Welcome to #BestOfLax2022. Help us celebrate the past year of lacrosse by voting in 15 polls spread over 15 weekdays in December. All voting will be conducted on Twitter (@usalacrossemag), and fans will have 24 hours to let their voices be heard.
For more information — including upcoming categories, rules and more — check out our introductory post to #BestOfLax2022.
Much like our poll for Best Comeback, our poll for Best Game features perhaps the top lacrosse game of the last several years.
But there is so much more to consider when thinking about crowning the Best Game of 2022. Is it a championship game? Is it an international bout for bronze? How about a key Ivy League rivalry that went back-and-forth down to the wire?
Here are the nominees for Best Game.
— USA Lacrosse Magazine (@USALacrosseMag) December 7, 2022
For the contest that kept us on the edge of our seats. VOTE in our #BestOfLax2022 poll to determine the Best Game of 2022.
NOMINEES: https://t.co/TyN6AczWiE
BEST GAME
For the contest that kept us on the edge of our seats.
ENGLAND VS. AUSTRALIA
England captured the bronze medal after defeating Australia 8-7 in triple overtime in one of the best games of the 2022 World Lacrosse Women’s Championship in Towson, Md. Olivia Hompe scored the game-winning goal, her fourth tally of the game. Hannah Nielsen tied the score at 7 for Australia with just about a minute left in regulation, but she missed a potential game-winning free position with 18 seconds left. England goalie Britt Read made three clutch saves across the three extra periods, and she made 13 saves to earn player of the match honors. That set up the winner from Hompe, giving England a third-place finish for the fifth time in 11 appearances.
PRINCETON VS. PENN
Just absolute craziness for a mid-March Ivy League rivalry. Princeton came away with a 21-20 win in overtime in a game that was deadlocked for much of the second half. A Chris Brown goal on the only possession of overtime was ultimately the difference between two Ivy heavyweights that made NCAA tournament runs a few months later.
NORTH CAROLINA VS. NORTHWESTERN
The game of the year? Probably. A shock-to-the-system start, a 90-minute lightning delay, redemption for one of the nation’s best goalies, an unlikely heroine and one of the biggest comebacks in NCAA tournament history all happened so North Carolina could erase an 11-3 deficit in the third quarter and top Northwestern in the NCAA semis, leading to UNC’s first NCAA title since 2016. Beth Ann Mayer’s oral history of a comeback for the ages helps encapsulate the action from those who were on the field that day.

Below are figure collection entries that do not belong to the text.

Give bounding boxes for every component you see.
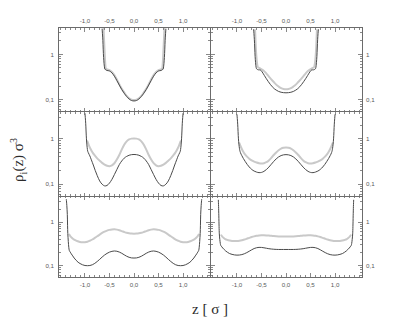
plot-canvas: -1,0-1,0-1,0-1,0-0,5-0,5-0,5-0,50,00,00,… xyxy=(0,0,420,332)
x-tick-label-bottom: -0,5 xyxy=(104,281,115,288)
x-tick-label-top: 0,0 xyxy=(282,17,291,24)
x-tick-label-top: 0,5 xyxy=(154,17,163,24)
y-title-sigma: σ xyxy=(10,143,26,151)
x-axis-title: z [ σ ] xyxy=(192,301,228,317)
y-tick-label-right: 1 xyxy=(366,218,370,225)
y-tick-label-right: 0,1 xyxy=(366,180,375,187)
y-tick-label-left: 0,1 xyxy=(45,96,54,103)
y-axis-title: ρi(z) σ3 xyxy=(8,138,29,182)
x-tick-label-top: -1,0 xyxy=(80,17,91,24)
x-tick-label-bottom: 0,0 xyxy=(130,281,139,288)
svg-text:ρi(z) σ3: ρi(z) σ3 xyxy=(8,138,29,182)
y-tick-label-right: 0,1 xyxy=(366,262,375,269)
x-tick-label-bottom: 0,5 xyxy=(306,281,315,288)
x-tick-label-top: 1,0 xyxy=(331,17,340,24)
x-tick-label-bottom: 1,0 xyxy=(179,281,188,288)
x-tick-label-top: -1,0 xyxy=(232,17,243,24)
density-profile-figure: -1,0-1,0-1,0-1,0-0,5-0,5-0,5-0,50,00,00,… xyxy=(0,0,420,332)
y-tick-label-left: 1 xyxy=(51,218,55,225)
y-tick-label-left: 0,1 xyxy=(45,262,54,269)
x-tick-label-top: 0,5 xyxy=(306,17,315,24)
x-tick-label-bottom: 1,0 xyxy=(331,281,340,288)
y-tick-label-left: 1 xyxy=(51,135,55,142)
x-tick-label-top: 1,0 xyxy=(179,17,188,24)
y-tick-label-right: 1 xyxy=(366,51,370,58)
y-tick-label-right: 0,1 xyxy=(366,96,375,103)
x-tick-label-top: -0,5 xyxy=(256,17,267,24)
x-tick-label-bottom: -1,0 xyxy=(80,281,91,288)
x-tick-label-bottom: 0,5 xyxy=(154,281,163,288)
x-tick-label-top: -0,5 xyxy=(104,17,115,24)
y-title-z: (z) xyxy=(10,151,27,171)
y-title-rho: ρ xyxy=(10,174,26,182)
x-tick-label-bottom: 0,0 xyxy=(282,281,291,288)
x-tick-label-bottom: -1,0 xyxy=(232,281,243,288)
y-title-exponent: 3 xyxy=(8,138,19,143)
x-tick-label-bottom: -0,5 xyxy=(256,281,267,288)
y-tick-label-left: 1 xyxy=(51,51,55,58)
y-tick-label-right: 1 xyxy=(366,135,370,142)
y-tick-label-left: 0,1 xyxy=(45,180,54,187)
x-tick-label-top: 0,0 xyxy=(130,17,139,24)
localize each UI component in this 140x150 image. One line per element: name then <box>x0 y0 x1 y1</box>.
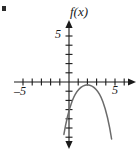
y-axis-arrowhead-down-icon <box>65 141 72 149</box>
x-axis-arrowhead-icon <box>128 78 136 85</box>
y-axis-tick-label-5: 5 <box>55 28 61 40</box>
graph-figure: f(x) 5 –5 5 <box>0 0 140 150</box>
parabola-curve <box>64 85 112 139</box>
x-axis-tick-label-negative-5: –5 <box>14 85 26 97</box>
coordinate-plane <box>0 0 140 150</box>
y-axis-arrowhead-icon <box>65 20 72 28</box>
x-axis-tick-label-5: 5 <box>112 84 118 96</box>
function-label: f(x) <box>70 5 88 18</box>
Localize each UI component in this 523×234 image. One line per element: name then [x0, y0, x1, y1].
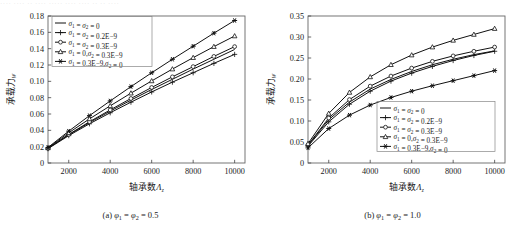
svg-text:0.05: 0.05 [290, 138, 304, 147]
caption-a-value: = 0.5 [139, 210, 159, 220]
svg-text:0: 0 [300, 159, 304, 168]
caption-b-value: = 1.0 [401, 210, 421, 220]
legend: σ1 = σ2 = 0σ1 = σ2 = 0.2E−9σ1 = σ2 = 0.3… [55, 20, 123, 70]
svg-text:0.10: 0.10 [290, 117, 304, 126]
svg-text:10000: 10000 [224, 167, 244, 176]
svg-text:0.08: 0.08 [30, 94, 44, 103]
chart-panel-a: 00.020.040.060.080.100.120.140.160.18200… [0, 12, 261, 234]
svg-text:0.14: 0.14 [30, 45, 44, 54]
svg-text:2000: 2000 [61, 167, 77, 176]
svg-text:σ1 = σ2 = 0: σ1 = σ2 = 0 [69, 20, 101, 32]
chart-panel-b: 00.050.100.150.200.250.300.3520004000600… [262, 12, 523, 234]
svg-text:2000: 2000 [321, 167, 337, 176]
svg-a-plot: 00.020.040.060.080.100.120.140.160.18200… [0, 12, 261, 212]
svg-text:6000: 6000 [403, 167, 419, 176]
caption-a-eq: = [122, 210, 131, 220]
svg-text:0.25: 0.25 [290, 54, 304, 63]
svg-text:0.35: 0.35 [290, 12, 304, 21]
svg-text:10000: 10000 [484, 167, 504, 176]
svg-text:8000: 8000 [185, 167, 201, 176]
svg-text:σ1 = σ2 = 0: σ1 = σ2 = 0 [394, 105, 426, 117]
svg-text:0.30: 0.30 [290, 33, 304, 42]
svg-text:4000: 4000 [102, 167, 118, 176]
svg-text:承载力W: 承载力W [265, 73, 277, 105]
chart-svg-a: 00.020.040.060.080.100.120.140.160.18200… [0, 12, 261, 216]
legend: σ1 = σ2 = 0σ1 = σ2 = 0.2E−9σ1 = σ2 = 0.3… [380, 105, 448, 155]
caption-b: (b) φ1 = φ2 = 1.0 [262, 210, 523, 220]
chart-svg-b: 00.050.100.150.200.250.300.3520004000600… [262, 12, 523, 216]
caption-b-sub2: 2 [398, 214, 401, 221]
caption-a-prefix: (a) [103, 210, 115, 220]
caption-b-eq: = [384, 210, 393, 220]
svg-text:0.15: 0.15 [290, 96, 304, 105]
page-top-text-fragment: ···· ···· ·· ···· ····· ···· ···· ·· ·· … [0, 0, 523, 12]
caption-a: (a) φ1 = φ2 = 0.5 [0, 210, 261, 220]
caption-a-sub1: 1 [119, 214, 122, 221]
caption-b-prefix: (b) [364, 210, 376, 220]
caption-b-sub1: 1 [381, 214, 384, 221]
svg-text:0.16: 0.16 [30, 28, 44, 37]
svg-b-plot: 00.050.100.150.200.250.300.3520004000600… [262, 12, 523, 212]
svg-text:0.12: 0.12 [30, 61, 44, 70]
svg-text:0.06: 0.06 [30, 110, 44, 119]
svg-text:轴承数Λz: 轴承数Λz [389, 181, 423, 193]
svg-text:8000: 8000 [445, 167, 461, 176]
svg-text:0.18: 0.18 [30, 12, 44, 21]
svg-text:轴承数Λz: 轴承数Λz [129, 181, 163, 193]
svg-text:6000: 6000 [143, 167, 159, 176]
caption-a-phi2: φ [131, 210, 136, 220]
svg-text:0.10: 0.10 [30, 77, 44, 86]
svg-text:承载力W: 承载力W [5, 73, 17, 105]
caption-a-sub2: 2 [136, 214, 139, 221]
svg-text:0: 0 [40, 159, 44, 168]
svg-text:0.02: 0.02 [30, 143, 44, 152]
svg-text:0.20: 0.20 [290, 75, 304, 84]
svg-text:4000: 4000 [362, 167, 378, 176]
figure-page: ···· ···· ·· ···· ····· ···· ···· ·· ·· … [0, 0, 523, 234]
series-plus [305, 49, 497, 149]
svg-text:0.04: 0.04 [30, 126, 44, 135]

NORTH CAROLINA VS. BOSTON COLLEGE
The emotional high of beating Northwestern in dramatic fashion did not tire out the Tar Heels ahead of the national championship game against reigning champion Boston College. Tied at 8 after three quarters and tied at 10 with 9:50 remaining, this national championship game was a wire-to-wire nailbiter. It was ultimately semifinal hero Sam Geiersbach who gave UNC the lead for good at 11-10 before Scottie Rose Growney added another for a 12-10 lead. UNC hung on to win its first title since 2016 by a count of 12-11.